No one knew better than Alison what a great mom Zoe would be. Until their trouble started, Zoe had been a great mom to her.
Just like that, Alison’s yearning for a baby and her yearning to be happy with Zoe became one. All she had to do was say the biggest yes she’d ever said to Zoe. And saying yes to Zoe had always been the right thing to do.
9.
berkeley
August–September 1989
Alison and Zoe were perched on an earth-toned Her-culon couch in the waiting room of the East Bay Sperm Bank. Alison was flipping through the current issue of Newsweek, surreptitiously checking out the two straight couples in the room.
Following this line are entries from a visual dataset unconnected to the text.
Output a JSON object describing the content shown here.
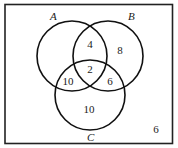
{
  "diagram": {
    "type": "venn-3",
    "colors": {
      "stroke": "#111111",
      "background": "#ffffff",
      "text": "#1a1a1a"
    },
    "sets": [
      {
        "id": "A",
        "label": "A",
        "cx": 72,
        "cy": 56,
        "r": 35,
        "label_x": 50,
        "label_y": 20
      },
      {
        "id": "B",
        "label": "B",
        "cx": 108,
        "cy": 56,
        "r": 35,
        "label_x": 128,
        "label_y": 20
      },
      {
        "id": "C",
        "label": "C",
        "cx": 90,
        "cy": 95,
        "r": 35,
        "label_x": 87,
        "label_y": 141
      }
    ],
    "regions": {
      "A_and_B_only": {
        "value": "4",
        "x": 90,
        "y": 48
      },
      "B_only": {
        "value": "8",
        "x": 120,
        "y": 54
      },
      "A_and_B_and_C": {
        "value": "2",
        "x": 90,
        "y": 73
      },
      "A_and_C_only": {
        "value": "10",
        "x": 68,
        "y": 85
      },
      "B_and_C_only": {
        "value": "6",
        "x": 110,
        "y": 85
      },
      "C_only": {
        "value": "10",
        "x": 89,
        "y": 113
      },
      "outside": {
        "value": "6",
        "x": 156,
        "y": 133
      }
    }
  }
}
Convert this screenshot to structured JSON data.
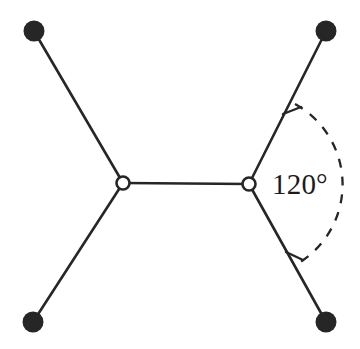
{
  "figure": {
    "background_color": "#ffffff",
    "line_color": "#262626",
    "atom_fill_color": "#262626",
    "vertex_fill_color": "#ffffff",
    "angle_label": "120°",
    "nodes": {
      "left_vertex": {
        "name": "left-vertex",
        "x": 123,
        "y": 183,
        "r": 6.5,
        "style": "hollow"
      },
      "right_vertex": {
        "name": "right-vertex",
        "x": 249,
        "y": 184,
        "r": 6.5,
        "style": "hollow"
      },
      "top_left_atom": {
        "name": "top-left-atom",
        "x": 34,
        "y": 31,
        "r": 10,
        "style": "filled"
      },
      "top_right_atom": {
        "name": "top-right-atom",
        "x": 326,
        "y": 31,
        "r": 10,
        "style": "filled"
      },
      "bottom_left_atom": {
        "name": "bottom-left-atom",
        "x": 33,
        "y": 322,
        "r": 10,
        "style": "filled"
      },
      "bottom_right_atom": {
        "name": "bottom-right-atom",
        "x": 326,
        "y": 322,
        "r": 10,
        "style": "filled"
      }
    },
    "bonds": [
      {
        "name": "bond-center",
        "x1": 123,
        "y1": 183,
        "x2": 249,
        "y2": 184
      },
      {
        "name": "bond-top-left",
        "x1": 123,
        "y1": 183,
        "x2": 34,
        "y2": 31
      },
      {
        "name": "bond-bottom-left",
        "x1": 123,
        "y1": 183,
        "x2": 33,
        "y2": 322
      },
      {
        "name": "bond-top-right",
        "x1": 249,
        "y1": 184,
        "x2": 326,
        "y2": 31
      },
      {
        "name": "bond-bottom-right",
        "x1": 249,
        "y1": 184,
        "x2": 326,
        "y2": 322
      }
    ],
    "angle_arc": {
      "name": "angle-arc",
      "center_x": 249,
      "center_y": 184,
      "radius": 92,
      "start_x": 295,
      "start_y": 104,
      "end_x": 297,
      "end_y": 264,
      "dash": "8 8",
      "measure": "120°"
    },
    "arc_ticks": [
      {
        "name": "arc-tick-top",
        "x1": 285,
        "y1": 113,
        "x2": 300,
        "y2": 108
      },
      {
        "name": "arc-tick-bottom",
        "x1": 287,
        "y1": 253,
        "x2": 302,
        "y2": 259
      }
    ],
    "angle_label_position": {
      "x": 272,
      "y": 194
    }
  }
}
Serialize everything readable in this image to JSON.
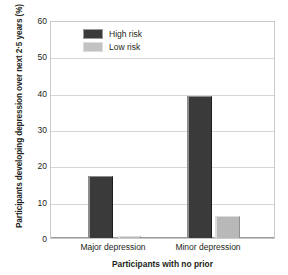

One of the wives caught Alison’s eye, her lipsticked mouth quivering into a small, self-conscious smile. Alison turned back to the cover story, “The Summer of ’69 and How It Still Plagues Us in ’89.”
She glanced at Zoe in her lavender Michigan Womyn’s Music Festival T-shirt, pin-striped men’s vest, orange harem pants, and black Doc Martens boots with rainbow laces. She remembered when Zoe’s clothes used to amaze and attract her. Used to had been Alison’s operative phrase lately. But she couldn’t let herself think that way. Not here. Not now.